*Kate M.: And then the internet came to my house. And that little dial up connection changed my life. All of a sudden this comic from Japan was at my fingertips! I could find all sorts of websites about Sailor Moon and even more anime and manga. I devoured it all! I became almost as obsessed with these websites as I was with the series I was reading and watching. And soon I wanted to contribute to this community. I wrote my own, very bad, fanfic and went to make website to host the first few stories and fell in love with web design. Soon I was more interested in the web design part than I was in the fanfic (thank god, as I was very bad at writing fanfic). I started making websites about all my favorite series which lead me to all sorts of coding languages and information hierarchies. By that time I was working in my public library as a shelver…and they asked me to help them build a collection of manga and comics and I was hooked. I haven’t looked back since!
*Tessa: For a long time YA was the genre where you could do ANYTHING. Genre-bending, pushing the envelope re: sex and narrative, you could experiment—the only thing you had to have in the story was some kind of teenage experience. I do think that YA has specialized a bit more in the past five years, and it's united by the Teen Experience—regardless of genre—and opening up in huge ways to marginalized teen experiences.
I love the intimacy and immediacy of YA. Most of it, especially the successful books, put the reader right into the heart (narratively and emotionally) of a character, and pull the reader along unstoppably until the last page. YA is the kind of genre where you can hope for and even expect to not want to put a book down until you finish. Not because they’re all action-oriented page-turners, but because you become that character, and invest in them in a way that isn’t always present in other genres.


### [Exercise objective]
What you print must match the data line for line.

### [Working data]
BEGIN
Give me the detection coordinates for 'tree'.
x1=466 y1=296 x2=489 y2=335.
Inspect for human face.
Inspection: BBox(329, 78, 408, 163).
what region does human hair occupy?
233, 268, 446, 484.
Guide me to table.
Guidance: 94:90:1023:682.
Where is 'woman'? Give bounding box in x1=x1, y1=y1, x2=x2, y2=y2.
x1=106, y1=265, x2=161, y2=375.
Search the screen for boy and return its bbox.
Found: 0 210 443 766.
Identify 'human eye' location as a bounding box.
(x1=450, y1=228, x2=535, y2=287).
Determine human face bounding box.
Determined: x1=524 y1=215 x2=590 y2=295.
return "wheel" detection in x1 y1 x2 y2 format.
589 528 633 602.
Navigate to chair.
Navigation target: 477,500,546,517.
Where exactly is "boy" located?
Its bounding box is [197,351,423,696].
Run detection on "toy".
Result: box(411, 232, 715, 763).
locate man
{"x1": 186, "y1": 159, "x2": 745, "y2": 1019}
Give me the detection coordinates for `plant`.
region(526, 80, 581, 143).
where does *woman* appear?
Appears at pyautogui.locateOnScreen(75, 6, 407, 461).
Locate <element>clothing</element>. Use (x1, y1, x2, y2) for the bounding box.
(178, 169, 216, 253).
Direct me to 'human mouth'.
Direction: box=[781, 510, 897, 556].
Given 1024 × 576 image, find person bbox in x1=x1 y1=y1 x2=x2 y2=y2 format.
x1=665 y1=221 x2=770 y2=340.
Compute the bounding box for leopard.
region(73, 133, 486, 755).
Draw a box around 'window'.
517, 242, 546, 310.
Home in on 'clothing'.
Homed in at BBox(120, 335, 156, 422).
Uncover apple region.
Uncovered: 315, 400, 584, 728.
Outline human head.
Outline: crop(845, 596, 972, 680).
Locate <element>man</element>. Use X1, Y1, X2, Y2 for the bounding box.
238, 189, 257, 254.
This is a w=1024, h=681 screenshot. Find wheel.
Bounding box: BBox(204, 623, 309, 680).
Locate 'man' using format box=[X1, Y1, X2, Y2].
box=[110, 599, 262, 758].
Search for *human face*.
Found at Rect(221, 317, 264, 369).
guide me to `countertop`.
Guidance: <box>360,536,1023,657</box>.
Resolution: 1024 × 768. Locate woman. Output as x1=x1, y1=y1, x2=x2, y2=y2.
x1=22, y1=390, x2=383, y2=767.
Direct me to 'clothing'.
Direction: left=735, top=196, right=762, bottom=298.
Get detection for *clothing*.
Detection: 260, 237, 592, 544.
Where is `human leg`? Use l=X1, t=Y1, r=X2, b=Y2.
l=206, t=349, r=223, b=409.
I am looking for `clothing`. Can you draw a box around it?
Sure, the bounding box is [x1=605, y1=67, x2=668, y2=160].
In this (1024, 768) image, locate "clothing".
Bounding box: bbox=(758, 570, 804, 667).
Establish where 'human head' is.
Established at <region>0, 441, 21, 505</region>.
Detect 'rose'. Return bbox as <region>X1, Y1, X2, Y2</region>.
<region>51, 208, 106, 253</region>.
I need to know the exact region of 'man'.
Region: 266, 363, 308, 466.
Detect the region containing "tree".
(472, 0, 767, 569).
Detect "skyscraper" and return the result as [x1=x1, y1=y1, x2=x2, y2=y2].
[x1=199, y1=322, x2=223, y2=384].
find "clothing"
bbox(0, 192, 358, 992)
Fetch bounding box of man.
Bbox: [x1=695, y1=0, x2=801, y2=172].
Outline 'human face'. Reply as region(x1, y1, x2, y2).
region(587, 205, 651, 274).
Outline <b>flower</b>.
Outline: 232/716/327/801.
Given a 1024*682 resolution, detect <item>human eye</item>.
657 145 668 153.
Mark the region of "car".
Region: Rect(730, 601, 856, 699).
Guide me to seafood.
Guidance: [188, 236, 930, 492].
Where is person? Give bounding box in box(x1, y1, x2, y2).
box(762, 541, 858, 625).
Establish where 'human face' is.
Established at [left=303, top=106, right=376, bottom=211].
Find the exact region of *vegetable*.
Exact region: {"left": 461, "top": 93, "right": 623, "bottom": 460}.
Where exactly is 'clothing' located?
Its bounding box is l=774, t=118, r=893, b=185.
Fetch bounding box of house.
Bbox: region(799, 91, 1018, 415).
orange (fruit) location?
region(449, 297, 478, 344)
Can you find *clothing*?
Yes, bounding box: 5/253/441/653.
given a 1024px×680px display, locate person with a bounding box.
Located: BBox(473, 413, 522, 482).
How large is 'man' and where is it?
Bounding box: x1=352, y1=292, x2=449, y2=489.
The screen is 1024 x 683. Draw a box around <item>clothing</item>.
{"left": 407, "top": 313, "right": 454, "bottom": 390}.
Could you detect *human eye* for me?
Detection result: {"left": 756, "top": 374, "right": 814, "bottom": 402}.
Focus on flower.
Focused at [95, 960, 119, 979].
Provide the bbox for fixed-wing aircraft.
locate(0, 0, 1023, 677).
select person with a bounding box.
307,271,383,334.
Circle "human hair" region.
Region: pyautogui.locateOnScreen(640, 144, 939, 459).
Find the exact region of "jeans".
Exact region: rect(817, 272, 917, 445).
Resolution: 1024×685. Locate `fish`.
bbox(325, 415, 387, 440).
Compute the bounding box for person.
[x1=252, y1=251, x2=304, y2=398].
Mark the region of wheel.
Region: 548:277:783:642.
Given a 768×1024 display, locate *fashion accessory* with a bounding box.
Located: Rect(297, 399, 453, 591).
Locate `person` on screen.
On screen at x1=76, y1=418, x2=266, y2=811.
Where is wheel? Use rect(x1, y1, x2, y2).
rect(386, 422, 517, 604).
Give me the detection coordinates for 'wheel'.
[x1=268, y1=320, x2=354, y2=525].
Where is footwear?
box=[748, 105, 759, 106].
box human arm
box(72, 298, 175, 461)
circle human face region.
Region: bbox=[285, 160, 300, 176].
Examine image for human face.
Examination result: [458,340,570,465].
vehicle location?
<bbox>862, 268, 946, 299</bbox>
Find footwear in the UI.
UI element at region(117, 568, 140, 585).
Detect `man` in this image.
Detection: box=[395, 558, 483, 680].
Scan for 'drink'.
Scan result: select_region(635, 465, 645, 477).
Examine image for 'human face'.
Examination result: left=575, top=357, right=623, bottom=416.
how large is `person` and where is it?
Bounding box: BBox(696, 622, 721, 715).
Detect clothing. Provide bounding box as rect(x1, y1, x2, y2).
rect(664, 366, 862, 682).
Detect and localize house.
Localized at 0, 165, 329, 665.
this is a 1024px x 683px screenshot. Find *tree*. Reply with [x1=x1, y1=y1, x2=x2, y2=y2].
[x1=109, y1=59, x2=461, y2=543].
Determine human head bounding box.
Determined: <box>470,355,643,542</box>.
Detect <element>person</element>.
END
### [Response box]
Give me the detection coordinates for 'tree'.
x1=466 y1=296 x2=489 y2=335.
Inspect for human face.
Inspection: BBox(329, 78, 408, 163).
what region does human hair occupy?
233, 268, 446, 484.
Guide me to table.
Guidance: 94:90:1023:682.
Where is 'woman'? Give bounding box in x1=x1, y1=y1, x2=x2, y2=y2.
x1=106, y1=265, x2=161, y2=375.
Search the screen for boy and return its bbox.
Found: 0 210 443 766.
Identify 'human eye' location as a bounding box.
(x1=450, y1=228, x2=535, y2=287).
Determine human face bounding box.
Determined: x1=524 y1=215 x2=590 y2=295.
return "wheel" detection in x1 y1 x2 y2 format.
589 528 633 602.
Navigate to chair.
Navigation target: 477,500,546,517.
Where exactly is "boy" located?
Its bounding box is [197,351,423,696].
Run detection on "toy".
Result: box(411, 232, 715, 763).
locate man
{"x1": 186, "y1": 159, "x2": 745, "y2": 1019}
Give me the detection coordinates for `plant`.
region(526, 80, 581, 143).
where does *woman* appear?
Appears at pyautogui.locateOnScreen(75, 6, 407, 461).
Locate <element>clothing</element>. Use (x1, y1, x2, y2) for the bounding box.
(178, 169, 216, 253).
Direct me to 'human mouth'.
Direction: box=[781, 510, 897, 556].
Given 1024 × 576 image, find person bbox in x1=x1 y1=y1 x2=x2 y2=y2 format.
x1=665 y1=221 x2=770 y2=340.
Compute the bounding box for leopard.
region(73, 133, 486, 755).
Draw a box around 'window'.
517, 242, 546, 310.
Home in on 'clothing'.
Homed in at BBox(120, 335, 156, 422).
Uncover apple region.
Uncovered: 315, 400, 584, 728.
Outline human head.
Outline: crop(845, 596, 972, 680).
Locate <element>man</element>. Use X1, Y1, X2, Y2 for the bounding box.
238, 189, 257, 254.
This is a w=1024, h=681 screenshot. Find wheel.
Bounding box: BBox(204, 623, 309, 680).
Locate 'man' using format box=[X1, Y1, X2, Y2].
box=[110, 599, 262, 758].
Search for *human face*.
Found at Rect(221, 317, 264, 369).
guide me to `countertop`.
Guidance: <box>360,536,1023,657</box>.
Resolution: 1024 × 768. Locate woman. Output as x1=x1, y1=y1, x2=x2, y2=y2.
x1=22, y1=390, x2=383, y2=767.
Direct me to 'clothing'.
Direction: left=735, top=196, right=762, bottom=298.
Get detection for *clothing*.
Detection: 260, 237, 592, 544.
Where is `human leg`? Use l=X1, t=Y1, r=X2, b=Y2.
l=206, t=349, r=223, b=409.
I am looking for `clothing`. Can you draw a box around it?
Sure, the bounding box is [x1=605, y1=67, x2=668, y2=160].
In this (1024, 768) image, locate "clothing".
Bounding box: bbox=(758, 570, 804, 667).
Establish where 'human head' is.
Established at <region>0, 441, 21, 505</region>.
Detect 'rose'. Return bbox as <region>X1, Y1, X2, Y2</region>.
<region>51, 208, 106, 253</region>.
I need to know the exact region of 'man'.
Region: 266, 363, 308, 466.
Detect the region containing "tree".
(472, 0, 767, 569).
Detect "skyscraper" and return the result as [x1=x1, y1=y1, x2=x2, y2=y2].
[x1=199, y1=322, x2=223, y2=384].
find "clothing"
bbox(0, 192, 358, 992)
Fetch bounding box of man.
Bbox: [x1=695, y1=0, x2=801, y2=172].
Outline 'human face'. Reply as region(x1, y1, x2, y2).
region(587, 205, 651, 274).
Outline <b>flower</b>.
Outline: 232/716/327/801.
Given a 1024*682 resolution, detect <item>human eye</item>.
657 145 668 153.
Mark the region of "car".
Region: Rect(730, 601, 856, 699).
Guide me to seafood.
Guidance: [188, 236, 930, 492].
Where is person? Give bounding box in box(x1, y1, x2, y2).
box(762, 541, 858, 625).
Establish where 'human face' is.
Established at [left=303, top=106, right=376, bottom=211].
Find the exact region of *vegetable*.
Exact region: {"left": 461, "top": 93, "right": 623, "bottom": 460}.
Where exactly is 'clothing' located?
Its bounding box is l=774, t=118, r=893, b=185.
Fetch bounding box of house.
Bbox: region(799, 91, 1018, 415).
orange (fruit) location?
region(449, 297, 478, 344)
Can you find *clothing*?
Yes, bounding box: 5/253/441/653.
given a 1024px×680px display, locate person with a bounding box.
Located: BBox(473, 413, 522, 482).
How large is 'man' and where is it?
Bounding box: x1=352, y1=292, x2=449, y2=489.
The screen is 1024 x 683. Draw a box around <item>clothing</item>.
{"left": 407, "top": 313, "right": 454, "bottom": 390}.
Could you detect *human eye* for me?
Detection result: {"left": 756, "top": 374, "right": 814, "bottom": 402}.
Focus on flower.
Focused at [95, 960, 119, 979].
Provide the bbox for fixed-wing aircraft.
locate(0, 0, 1023, 677).
select person with a bounding box.
307,271,383,334.
Circle "human hair" region.
Region: pyautogui.locateOnScreen(640, 144, 939, 459).
Find the exact region of "jeans".
Exact region: rect(817, 272, 917, 445).
Resolution: 1024×685. Locate `fish`.
bbox(325, 415, 387, 440).
Compute the bounding box for person.
[x1=252, y1=251, x2=304, y2=398].
Mark the region of wheel.
Region: 548:277:783:642.
Given a 768×1024 display, locate *fashion accessory* with a bounding box.
Located: Rect(297, 399, 453, 591).
Locate `person` on screen.
On screen at x1=76, y1=418, x2=266, y2=811.
Where is wheel? Use rect(x1, y1, x2, y2).
rect(386, 422, 517, 604).
Give me the detection coordinates for 'wheel'.
[x1=268, y1=320, x2=354, y2=525].
Where is footwear?
box=[748, 105, 759, 106].
box human arm
box(72, 298, 175, 461)
circle human face region.
Region: bbox=[285, 160, 300, 176].
Examine image for human face.
Examination result: [458,340,570,465].
vehicle location?
<bbox>862, 268, 946, 299</bbox>
Find footwear in the UI.
UI element at region(117, 568, 140, 585).
Detect `man` in this image.
Detection: box=[395, 558, 483, 680].
Scan for 'drink'.
Scan result: select_region(635, 465, 645, 477).
Examine image for 'human face'.
Examination result: left=575, top=357, right=623, bottom=416.
how large is `person` and where is it?
Bounding box: BBox(696, 622, 721, 715).
Detect clothing. Provide bounding box as rect(x1, y1, x2, y2).
rect(664, 366, 862, 682).
Detect and localize house.
Localized at 0, 165, 329, 665.
this is a 1024px x 683px screenshot. Find *tree*. Reply with [x1=x1, y1=y1, x2=x2, y2=y2].
[x1=109, y1=59, x2=461, y2=543].
Determine human head bounding box.
Determined: <box>470,355,643,542</box>.
Detect <element>person</element>.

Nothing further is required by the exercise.